BNP Equity Revenue Crashes 70% On “Christmas Nightmare”

It was the setup for a perfect storm, or as Bloomberg calls it, a “Christmas nightmare.”

As we reported last month, in what appeared to be a junior, if perhaps more entertaining version of Jerome Kerviel’s infamous SocGen blow up which forced the shocked Fed to cut by 75bps to avoid a crash a decade ago, BNP lost $80 million in S&P500-linked derivative trades around Christmas; the massive trading loss emerged after Antoine Lours, BNP’s head of US index trading, put on positions on the S&P 500 which then quickly started losing money.
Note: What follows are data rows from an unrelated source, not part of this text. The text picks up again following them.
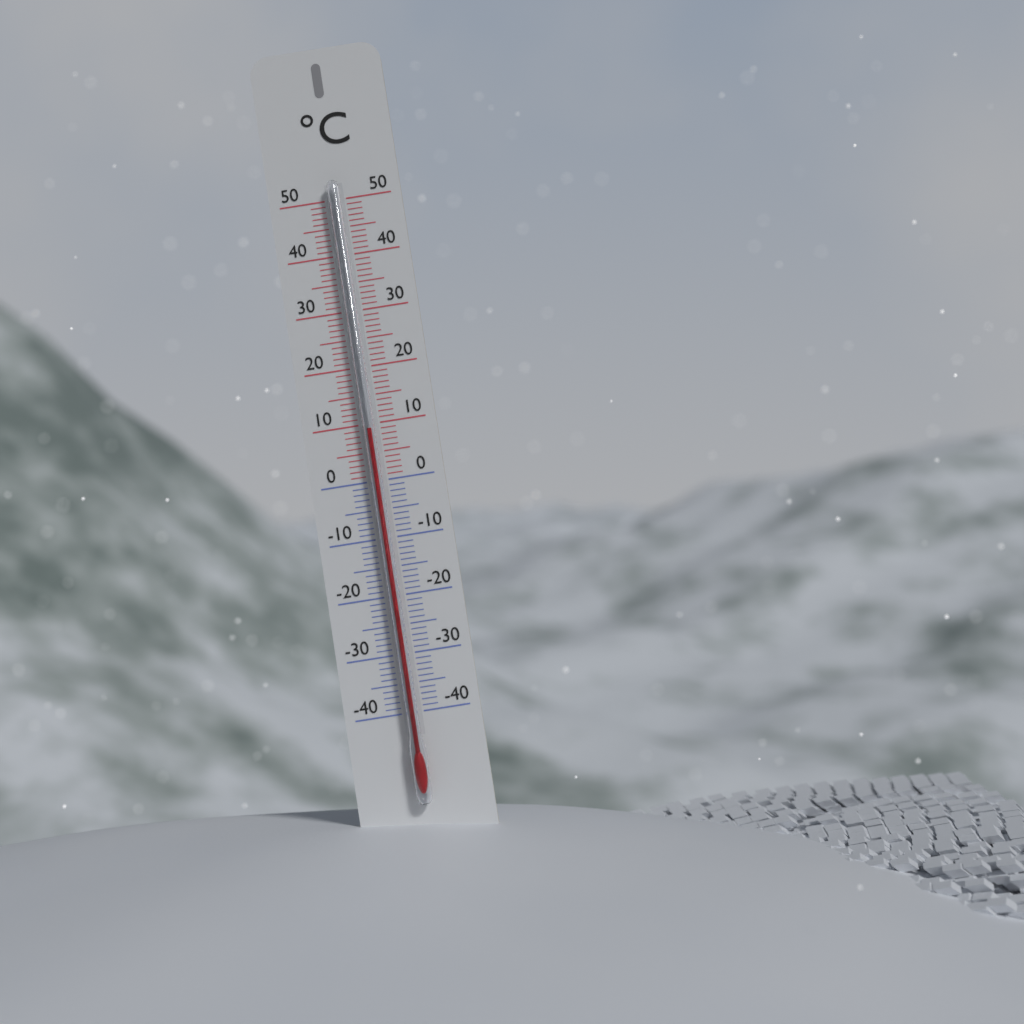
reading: 9 °C
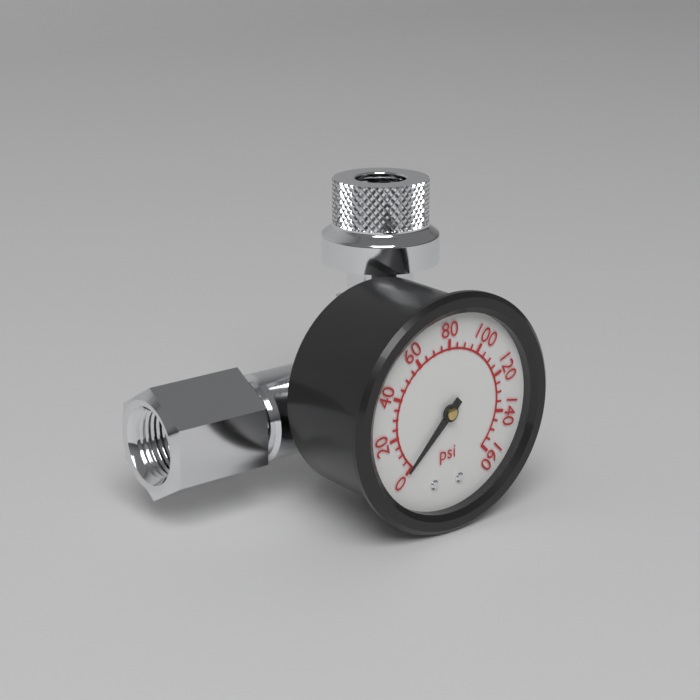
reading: 0 psi
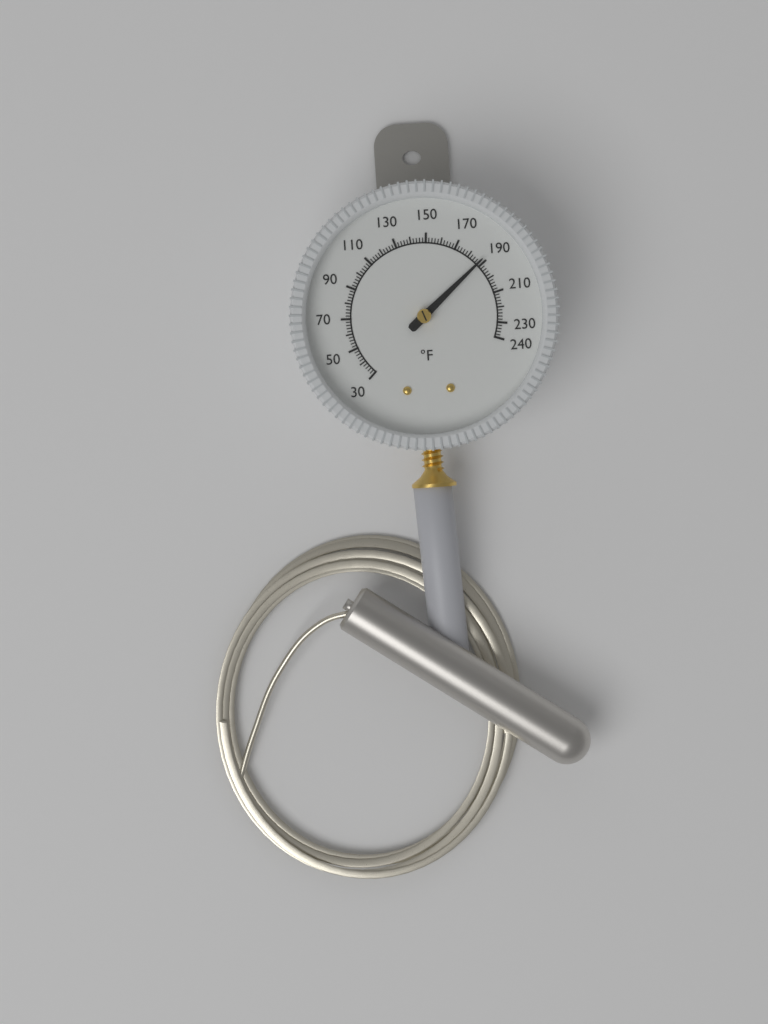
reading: 188 °F
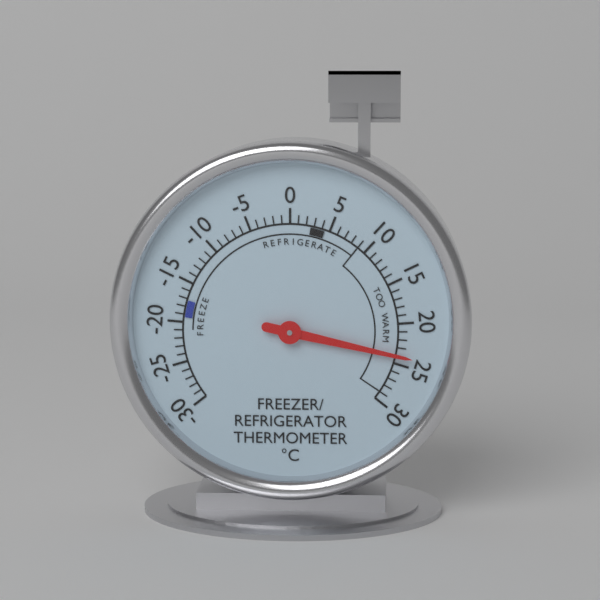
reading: 24 °C
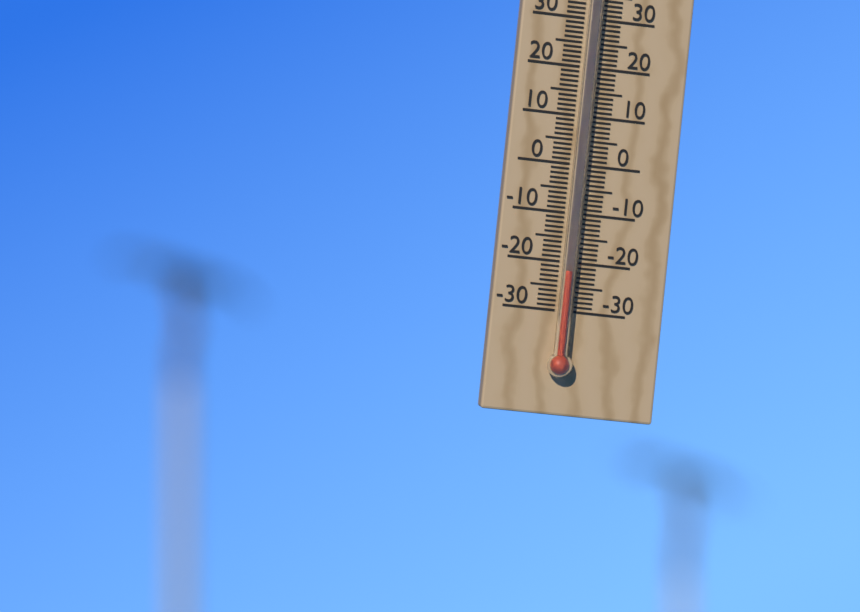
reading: -22 °C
What makes the setup especially memorable is that Lours, who was confident enough in his trade, decided to leave for vacation just after putting the trade on when… at which point the trade quickly blew up as the S&P 500 tumbled. As a reminder, the S&P plunged in the days headed into Christmas, suffering the worst ever “Christmas Eve Massacre” in history shortly after Steve Mnuchin announced he was calling the Plunge Protection Team to stabilize markets. It only made things worse.

Fast forward to today when this disastrous trade was confirmed, after Paris-based BNP reported a 70% plunge in revenue at its equities unit in the fourth quarter, the worst performance since at least 2013 and a stark contrast with gains at its biggest U.S. rivals.

The slump – as we previously reported  – came after a chaotic December, during which BNP traders were “flummoxed” by the sharp market moves – after all in the New Normal, nobody expects the market to do anything but go up – and the previously noted series of U.S. trades that went awry around Christmas and lost tens of millions of dollars.

BNP’s equity trading revenue tumbled 70% to €145 million in Q4, a massive miss to the €400 million revenue predicted by JPM analysts. The slump compares with the double-digit gains that most of the biggest U.S. investment banks reported for their stocks divisions.

While BNP blamed “extreme market movements at the end of the year” for the decline and cited a loss on “index derivative hedging’’ in the U.S. without providing further detail, we already knew about Lours’ $80MM loss. One can imagine he wasn’t alone.

Ironically, as Bloomberg notes it is the French banks which claim an expertise in these lucrative yet complex products, which are now causing headaches across Paris, not to mention massive losses. Fellow French bank Societe Generale already warned of a slide across its trading businesses in the fourth quarter, while local rival Natixis reported losses and provisions of hundreds of millions of euros in December linked to esoteric stock trades in South Korea.

The performance may herald changes at BNP’s equity-derivatives unit, which the bank relies upon for much of its overall stock-trading revenue. The bank plans a series of “targeted measures” at the business, according to a presentation.

A “structural degradation” for the investment-banking industry’s revenue pool last year led BNP Paribas to plan additional cost cuts and other measures to improve profitability levels, Yann Gerardin, who heads BNP’s corporate and institutional bank, told journalists at a press conference.

As for Lours who cost his bank $80 million, it remains unclear if he has returned from his “Christmas vacation” yet, or if he has any intention to do so. According to Bloomberg, his “dot” has been consistently red this year.

via ZeroHedge News http://bit.ly/2WJWkVM Tyler Durden

Leave a Reply

Your email address will not be published.